Post hoc power - power of which test? [General Sta­tis­tics]

posted by d_labes  – Berlin, Germany, 2014-03-14 14:53 (4134 d 10:40 ago) – Posting: # 12624
Views: 9,232

Dear Kumar Naidu,

❝ I have one study result with me of diuretic class drug. The study was refrence replicated study with N=50. The result obtained is given below

Cmax - 91.41(83.04 - 100.62), CV=34.25, Power=96.82

❝ AUC(0 to t)- 90.14(85.78 - 94.72) , CV=17.31, Power=100.00


I'm not a friend of calculating post-hoc power :no:. Search the forum to see why.

But if you nevertheless insist to do so, I think it should be the right power, namely the power of the BE test (90% confidence intervals contained in the acceptance range 80-125 or, alternatively, two one-sided t-tests TOST). And sorry, I couldn't reproduce your numbers in calculating that power!

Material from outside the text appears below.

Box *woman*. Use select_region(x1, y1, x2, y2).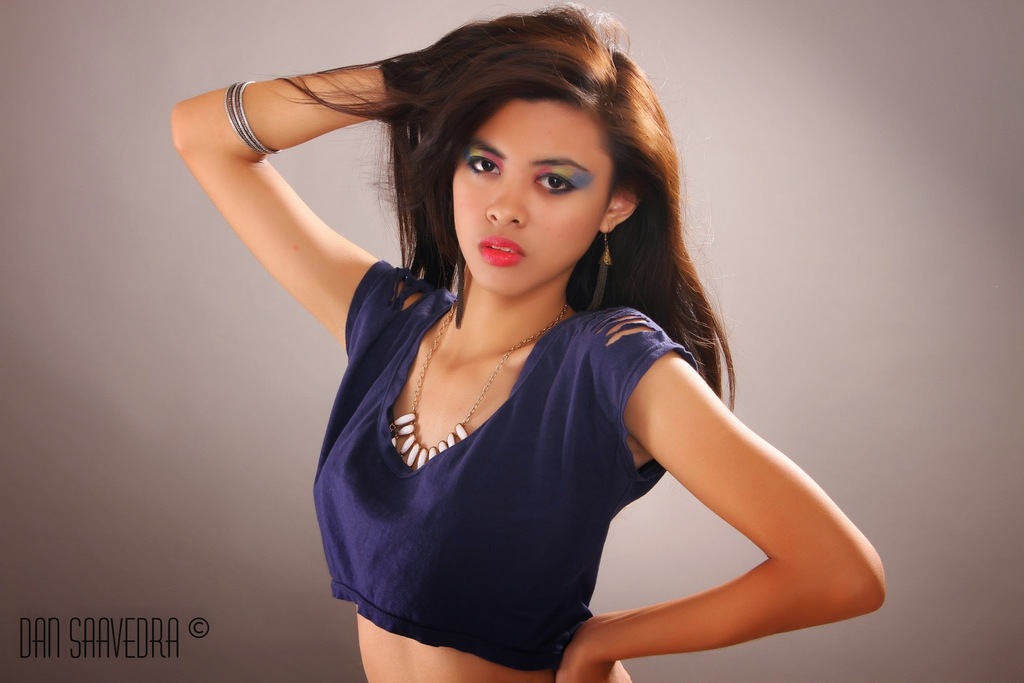
select_region(201, 8, 854, 682).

Using PowerTOST (not considering the unbalancedness within sequence groups) I obtain:
#Cmax
power.TOST(CV=0.3425, theta0=0.9141, n=50, design="2x3x3")
#[1] 0.7421506
# AUC
power.TOST(CV=0.1731, theta0=0.9014, n=50, design="2x3x3")
# [1] 0.9902765


If your numbers are from Phoenix/WinNonlin see this thread to find out that the power values from that software are statistically nonsense.